The Short-Lived Seven: Ranking the walk-on part England spinners of the 2010s according to how badly it went for each of them

Simon Kerrigan England spinner PA

It always goes the same way when you try and do a one-cap wonder XI. You find you’re spoilt for choice when it comes to bowlers but desperately short of batting candidates. So let’s ignore the batsmen. Let’s ignore the seam bowlers too. Let’s zero in on the spin bowlers, because that’s where we saw the greatest number of weird, short-lived England selections during the 2010s.

Let’s expand the selection criteria slightly too, so that we’ve got something to work with. Three Tests is still only really a walk-on part. It’s also fewer than a batsman would ever be given. In the last ten years, the only batsmen discarded after fewer than five Tests were Haseeb Hameed, who got injured before he lost form, and Ben Duckett, who poured a pint over Jimmy Anderson’s head.

Gareth Batty has also been ruled out. While he seems eligible on the basis of having played two Tests in the 2010s, he was already a seven-Test veteran before the decade began.

We’re left with seven names. (FESTIVE FUNTIME QUIZ: Without reading ahead, can you name them?) Let’s put them in order according to how badly the experience of playing Test cricket panned out for each of them.

Least bad first.

James Tredwell
Two Tests. 45 runs at 22.50 and 11 wickets at 29.18.

I would argue that James Tredwell’s Test career went way better than anyone ever expected, largely on the basis that it happened at all. Tredwell took six wickets in Bangladesh in 2010 and then five in the West Indies in 2015. Here’s another fact about James Tredwell’s Test career: he suffered 10 drops across those two matches. Imagine what his average could have been! (It’s worth pointing out that Tredwell himself was responsible for three of those drops.)

Dom Bess
Two Tests. 111 runs at 37.00 and three wickets at 40.33.

Dom Bess played two rather unexpected Tests against Pakistan in 2018. He made a fifty and also a 49 batting as a nightwatchman. His bowling was not disgraceful. He may play Test cricket again. (UPDATE: He may in fact play Test cricket again this year.)

Liam Dawson
Three Tests. 84 runs at 21.00 and seven wickets at 42.57.

There is a good chance that Liam Dawson was the name that escaped you if you were trying to guess all seven of these guys. Liam Dawson is one of those cricketers. He made 66 not out batting at eight in his first Test innings in India in 2016 and then took 2-129 in 43 overs, which is the kind of thing that happens to spinners like Dawson when they get picked to play in India. After that, he made a pair against South Africa in 2017 and bowled okay before doing not much of anything in what will surely be his final Test appearance against the same opposition a week later.

Mason Crane
One Test. Six runs at 3.00 and one wicket at 193.00.

Mason Crane England spinner PA

The fifth Test of an Ashes tour often brings an unexpected debut. Mason Crane’s was piss-poor, but qualified by the fact that pretty much everybody agreed at the time that he was ‘one for the future’. It’ll be interesting to see whether that future ever comes. It doesn’t always for England spinners.

Scott Borthwick
One Test. Five runs at 2.50 and four wickets at 20.50.

Déjà vu (except not really because it happened four years earlier). It was also in Sydney that Scott Borthwick made his sole Test appearance in 2014. Four Ashes wickets at 20.50 seems, on the face of it, to be a far more satisfactory return. You have to factor in that Borthwick’s all but given up turning his arm over since then though. He is therefore a good distance further away from bowling spin for England than Crane.

Simon Kerrigan
One Test. One not out and 0-53 from 48 deliveries.

It’s hard to imagine a Test debut leading to a greater professional unravelling. Playing for Lancashire, Kerrigan used to take wickets for fun, but after bowling just 48 deliveries in the fifth Ashes Test of 2013 he started going backwards faster than Ferdie Adoboe. Kerrigan has signed to play for Shropshire next season.

Zafar Ansari
Three Tests. 49 runs at 9.80 and five wickets at 55.00.

What could be worse than a guy who played a Test and all but lost the ability to bowl as a consequence? How about a guy who played three Tests and enjoyed the experience so little that he gave up cricket completely. Zafar Ansari went to Bangladesh and India in 2016 and then said, “Thank you, that was very nice, but I think I’ll call it a day there if you don’t mind.”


▶ **Your instructions**
An exact transcript of all the records is the expected answer.

(Collected data)
_ _ _ _ _

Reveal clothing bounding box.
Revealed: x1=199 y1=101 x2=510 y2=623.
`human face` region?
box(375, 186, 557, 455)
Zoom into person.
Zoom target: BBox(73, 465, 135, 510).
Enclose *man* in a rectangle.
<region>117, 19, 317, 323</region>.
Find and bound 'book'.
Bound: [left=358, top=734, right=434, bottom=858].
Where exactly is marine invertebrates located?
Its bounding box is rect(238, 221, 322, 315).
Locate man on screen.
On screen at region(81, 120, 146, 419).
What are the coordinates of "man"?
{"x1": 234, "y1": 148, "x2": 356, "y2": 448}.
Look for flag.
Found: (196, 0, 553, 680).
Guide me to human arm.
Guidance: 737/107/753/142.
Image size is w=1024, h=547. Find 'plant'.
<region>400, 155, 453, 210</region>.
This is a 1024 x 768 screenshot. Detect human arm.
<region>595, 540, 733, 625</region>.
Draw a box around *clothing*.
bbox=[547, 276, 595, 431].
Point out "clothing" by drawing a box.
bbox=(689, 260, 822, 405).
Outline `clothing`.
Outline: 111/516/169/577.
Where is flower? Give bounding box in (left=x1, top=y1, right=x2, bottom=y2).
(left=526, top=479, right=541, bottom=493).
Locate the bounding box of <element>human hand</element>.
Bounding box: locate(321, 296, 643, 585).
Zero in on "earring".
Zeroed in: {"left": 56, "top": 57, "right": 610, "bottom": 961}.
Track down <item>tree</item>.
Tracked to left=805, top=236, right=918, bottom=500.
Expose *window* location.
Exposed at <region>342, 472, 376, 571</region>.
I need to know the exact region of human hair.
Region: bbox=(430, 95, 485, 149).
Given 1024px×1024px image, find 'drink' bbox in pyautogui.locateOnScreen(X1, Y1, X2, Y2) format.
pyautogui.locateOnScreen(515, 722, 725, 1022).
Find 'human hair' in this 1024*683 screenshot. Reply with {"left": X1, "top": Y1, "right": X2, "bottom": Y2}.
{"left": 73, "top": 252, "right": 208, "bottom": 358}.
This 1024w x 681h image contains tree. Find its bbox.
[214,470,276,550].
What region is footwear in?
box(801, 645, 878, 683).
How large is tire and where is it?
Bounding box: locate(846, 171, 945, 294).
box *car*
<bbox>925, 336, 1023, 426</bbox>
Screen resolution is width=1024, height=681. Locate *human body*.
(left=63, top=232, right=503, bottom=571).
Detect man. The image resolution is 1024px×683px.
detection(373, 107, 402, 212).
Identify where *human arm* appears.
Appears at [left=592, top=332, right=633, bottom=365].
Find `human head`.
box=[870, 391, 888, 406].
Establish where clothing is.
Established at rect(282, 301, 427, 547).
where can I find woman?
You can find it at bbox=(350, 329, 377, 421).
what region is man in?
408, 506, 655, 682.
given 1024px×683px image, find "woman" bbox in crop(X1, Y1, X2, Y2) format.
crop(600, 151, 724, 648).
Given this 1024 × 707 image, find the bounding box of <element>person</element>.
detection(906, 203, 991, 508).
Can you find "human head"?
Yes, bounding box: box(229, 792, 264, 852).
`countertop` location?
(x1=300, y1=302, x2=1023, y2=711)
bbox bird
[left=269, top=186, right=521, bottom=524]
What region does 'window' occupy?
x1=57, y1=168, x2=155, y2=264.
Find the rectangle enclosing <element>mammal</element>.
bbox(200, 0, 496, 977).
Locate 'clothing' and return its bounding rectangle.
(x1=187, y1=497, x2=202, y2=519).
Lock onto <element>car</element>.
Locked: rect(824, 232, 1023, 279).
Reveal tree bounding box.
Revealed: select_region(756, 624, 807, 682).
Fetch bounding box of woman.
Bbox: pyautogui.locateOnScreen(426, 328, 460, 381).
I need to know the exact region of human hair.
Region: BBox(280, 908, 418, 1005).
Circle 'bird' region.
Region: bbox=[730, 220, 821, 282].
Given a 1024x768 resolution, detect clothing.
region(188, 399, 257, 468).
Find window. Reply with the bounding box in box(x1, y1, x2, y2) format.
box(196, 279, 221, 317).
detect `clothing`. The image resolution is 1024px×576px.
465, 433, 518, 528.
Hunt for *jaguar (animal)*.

_ _ _ _ _

▶ **Solved exercise**
Reveal clothing bounding box.
Revealed: x1=199 y1=101 x2=510 y2=623.
`human face` region?
box(375, 186, 557, 455)
Zoom into person.
Zoom target: BBox(73, 465, 135, 510).
Enclose *man* in a rectangle.
<region>117, 19, 317, 323</region>.
Find and bound 'book'.
Bound: [left=358, top=734, right=434, bottom=858].
Where exactly is marine invertebrates located?
Its bounding box is rect(238, 221, 322, 315).
Locate man on screen.
On screen at region(81, 120, 146, 419).
What are the coordinates of "man"?
{"x1": 234, "y1": 148, "x2": 356, "y2": 448}.
Look for flag.
Found: (196, 0, 553, 680).
Guide me to human arm.
Guidance: 737/107/753/142.
Image size is w=1024, h=547. Find 'plant'.
<region>400, 155, 453, 210</region>.
This is a 1024 x 768 screenshot. Detect human arm.
<region>595, 540, 733, 625</region>.
Draw a box around *clothing*.
bbox=[547, 276, 595, 431].
Point out "clothing" by drawing a box.
bbox=(689, 260, 822, 405).
Outline `clothing`.
Outline: 111/516/169/577.
Where is flower? Give bounding box in (left=x1, top=y1, right=x2, bottom=y2).
(left=526, top=479, right=541, bottom=493).
Locate the bounding box of <element>human hand</element>.
Bounding box: locate(321, 296, 643, 585).
Zero in on "earring".
Zeroed in: {"left": 56, "top": 57, "right": 610, "bottom": 961}.
Track down <item>tree</item>.
Tracked to left=805, top=236, right=918, bottom=500.
Expose *window* location.
Exposed at <region>342, 472, 376, 571</region>.
I need to know the exact region of human hair.
Region: bbox=(430, 95, 485, 149).
Given 1024px×1024px image, find 'drink' bbox in pyautogui.locateOnScreen(X1, Y1, X2, Y2) format.
pyautogui.locateOnScreen(515, 722, 725, 1022).
Find 'human hair' in this 1024*683 screenshot. Reply with {"left": X1, "top": Y1, "right": X2, "bottom": Y2}.
{"left": 73, "top": 252, "right": 208, "bottom": 358}.
This 1024w x 681h image contains tree. Find its bbox.
[214,470,276,550].
What region is footwear in?
box(801, 645, 878, 683).
How large is tire and where is it?
Bounding box: locate(846, 171, 945, 294).
box *car*
<bbox>925, 336, 1023, 426</bbox>
Screen resolution is width=1024, height=681. Locate *human body*.
(left=63, top=232, right=503, bottom=571).
Detect man. The image resolution is 1024px×683px.
detection(373, 107, 402, 212).
Identify where *human arm* appears.
Appears at [left=592, top=332, right=633, bottom=365].
Find `human head`.
box=[870, 391, 888, 406].
Establish where clothing is.
Established at rect(282, 301, 427, 547).
where can I find woman?
You can find it at bbox=(350, 329, 377, 421).
what region is man in?
408, 506, 655, 682.
given 1024px×683px image, find "woman" bbox in crop(X1, Y1, X2, Y2) format.
crop(600, 151, 724, 648).
Given this 1024 × 707 image, find the bounding box of <element>person</element>.
detection(906, 203, 991, 508).
Can you find "human head"?
Yes, bounding box: box(229, 792, 264, 852).
`countertop` location?
(x1=300, y1=302, x2=1023, y2=711)
bbox bird
[left=269, top=186, right=521, bottom=524]
What region does 'window' occupy?
x1=57, y1=168, x2=155, y2=264.
Find the rectangle enclosing <element>mammal</element>.
bbox(200, 0, 496, 977).
Locate 'clothing' and return its bounding rectangle.
(x1=187, y1=497, x2=202, y2=519).
Lock onto <element>car</element>.
Locked: rect(824, 232, 1023, 279).
Reveal tree bounding box.
Revealed: select_region(756, 624, 807, 682).
Fetch bounding box of woman.
Bbox: pyautogui.locateOnScreen(426, 328, 460, 381).
I need to know the exact region of human hair.
Region: BBox(280, 908, 418, 1005).
Circle 'bird' region.
Region: bbox=[730, 220, 821, 282].
Given a 1024x768 resolution, detect clothing.
region(188, 399, 257, 468).
Find window. Reply with the bounding box in box(x1, y1, x2, y2) format.
box(196, 279, 221, 317).
detect `clothing`. The image resolution is 1024px×576px.
465, 433, 518, 528.
Hunt for *jaguar (animal)*.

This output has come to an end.